The Staggering Numbers: Because the state maintains a tight monopoly on all official statistics and routinely manipulates data to obscure reality, calculating the exact number of citizens who have abandoned the country is notoriously difficult. However, independent demographic analyses paint a catastrophic picture:
- Between 2021 and 2024, the Cuban population plummeted from over 11.1 million to fewer than 9.8 million.
- Over 1.2 to 1.4 million Cubans are estimated to have abandoned the island in this short window.
- This represents an astonishing 10% to 13% of the entire Cuban population fleeing in just a few years.
Furthermore, looking at the reality on the ground as of today, June 30, 2026, this exodus is far from over.
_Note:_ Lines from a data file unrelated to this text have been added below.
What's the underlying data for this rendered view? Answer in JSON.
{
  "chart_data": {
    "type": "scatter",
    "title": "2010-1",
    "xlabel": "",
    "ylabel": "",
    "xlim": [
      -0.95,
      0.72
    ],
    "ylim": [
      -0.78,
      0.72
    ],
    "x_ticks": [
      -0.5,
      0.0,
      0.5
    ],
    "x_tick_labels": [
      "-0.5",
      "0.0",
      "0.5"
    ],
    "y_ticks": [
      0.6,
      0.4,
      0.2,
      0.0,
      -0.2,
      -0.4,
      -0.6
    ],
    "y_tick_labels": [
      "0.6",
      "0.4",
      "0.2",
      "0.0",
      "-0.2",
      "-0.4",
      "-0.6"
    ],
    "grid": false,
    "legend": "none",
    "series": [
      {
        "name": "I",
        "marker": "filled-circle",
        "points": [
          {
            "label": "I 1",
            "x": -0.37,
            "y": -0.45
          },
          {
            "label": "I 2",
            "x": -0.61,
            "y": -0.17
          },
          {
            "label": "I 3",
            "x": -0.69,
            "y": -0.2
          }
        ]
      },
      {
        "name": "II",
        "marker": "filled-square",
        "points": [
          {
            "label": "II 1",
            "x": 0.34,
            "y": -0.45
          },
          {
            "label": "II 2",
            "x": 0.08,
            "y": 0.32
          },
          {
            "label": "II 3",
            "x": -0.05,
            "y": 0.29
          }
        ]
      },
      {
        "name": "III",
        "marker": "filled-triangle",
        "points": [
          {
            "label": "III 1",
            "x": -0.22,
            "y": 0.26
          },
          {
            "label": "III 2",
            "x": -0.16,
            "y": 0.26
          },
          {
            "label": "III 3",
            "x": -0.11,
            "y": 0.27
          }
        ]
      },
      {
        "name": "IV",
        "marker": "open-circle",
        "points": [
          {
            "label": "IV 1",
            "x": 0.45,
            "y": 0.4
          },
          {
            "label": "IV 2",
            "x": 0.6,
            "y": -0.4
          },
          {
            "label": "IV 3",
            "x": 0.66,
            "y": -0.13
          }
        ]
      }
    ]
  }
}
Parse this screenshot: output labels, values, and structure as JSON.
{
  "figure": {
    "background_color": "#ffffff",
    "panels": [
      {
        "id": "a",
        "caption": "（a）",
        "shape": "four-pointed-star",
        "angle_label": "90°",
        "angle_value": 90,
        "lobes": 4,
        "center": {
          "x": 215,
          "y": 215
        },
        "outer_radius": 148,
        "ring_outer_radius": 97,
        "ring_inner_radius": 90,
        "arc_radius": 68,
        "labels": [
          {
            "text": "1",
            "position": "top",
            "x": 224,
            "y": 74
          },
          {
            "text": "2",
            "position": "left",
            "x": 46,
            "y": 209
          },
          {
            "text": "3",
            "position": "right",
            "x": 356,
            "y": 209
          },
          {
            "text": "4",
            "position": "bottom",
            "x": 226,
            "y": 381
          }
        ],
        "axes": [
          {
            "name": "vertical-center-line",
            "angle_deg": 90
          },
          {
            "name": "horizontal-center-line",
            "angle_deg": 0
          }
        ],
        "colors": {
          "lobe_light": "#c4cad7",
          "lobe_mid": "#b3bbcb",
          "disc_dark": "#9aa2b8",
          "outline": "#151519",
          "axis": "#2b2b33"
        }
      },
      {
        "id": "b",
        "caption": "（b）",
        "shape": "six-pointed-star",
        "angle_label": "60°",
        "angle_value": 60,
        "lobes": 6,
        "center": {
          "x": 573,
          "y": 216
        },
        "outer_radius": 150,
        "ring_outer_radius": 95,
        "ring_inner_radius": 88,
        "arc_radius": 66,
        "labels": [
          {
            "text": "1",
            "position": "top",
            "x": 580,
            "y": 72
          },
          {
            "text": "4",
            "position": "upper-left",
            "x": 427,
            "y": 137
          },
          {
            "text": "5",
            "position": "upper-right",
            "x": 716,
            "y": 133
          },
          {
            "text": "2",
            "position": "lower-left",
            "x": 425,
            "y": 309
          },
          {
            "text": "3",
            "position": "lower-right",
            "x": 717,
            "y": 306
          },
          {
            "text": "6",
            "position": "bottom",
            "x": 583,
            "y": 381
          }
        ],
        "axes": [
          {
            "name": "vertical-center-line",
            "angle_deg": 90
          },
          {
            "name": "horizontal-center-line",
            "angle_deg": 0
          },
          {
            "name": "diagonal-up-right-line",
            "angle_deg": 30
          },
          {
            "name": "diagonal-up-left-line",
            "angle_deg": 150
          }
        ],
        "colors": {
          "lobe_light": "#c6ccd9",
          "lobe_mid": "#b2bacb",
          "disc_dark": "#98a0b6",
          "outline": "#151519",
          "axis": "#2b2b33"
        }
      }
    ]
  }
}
A massive portion of the population currently remaining on the island is actively taking advantage of Spain’s Ley de Memoria Democrática (widely known as the Ley de Memoria Histórica). Tens of thousands of Cubans have flooded the Spanish embassy and consulates in Havana to apply for Spanish citizenship through their ancestry. This means an entirely new, legally documented wave of the remaining population is already preparing to permanently leave the country within the next two years.
The Loss of the Future: The most devastating aspect of this current exodus is who is leaving. Over 80% of those fleeing are between the ages of 15 and 59. They are the the professionals, the engineers, the artists, the educators, and the young, able-bodied workforce—the exact people required to sustain the economy.
By driving away its most capable citizens through threats and systemic failure, the Cuban government has left behind one of the fastest-aging populations in Latin America, stranded in decaying infrastructure with a collapsed healthcare system. The legacy of a regime that proudly declared “we do not need them” has finally reached its terminal stage. The political machine—blind to everything but its own survival—traded the vitality and intellect of its people for absolute control over an increasingly empty island.
Today, the Biblical text of 1 Samuel 8:18 rings louder than ever: the people suffer and cry under the weight of the leadership they once hailed, but there is almost no one left to hear them. The only heritage left to them is exile.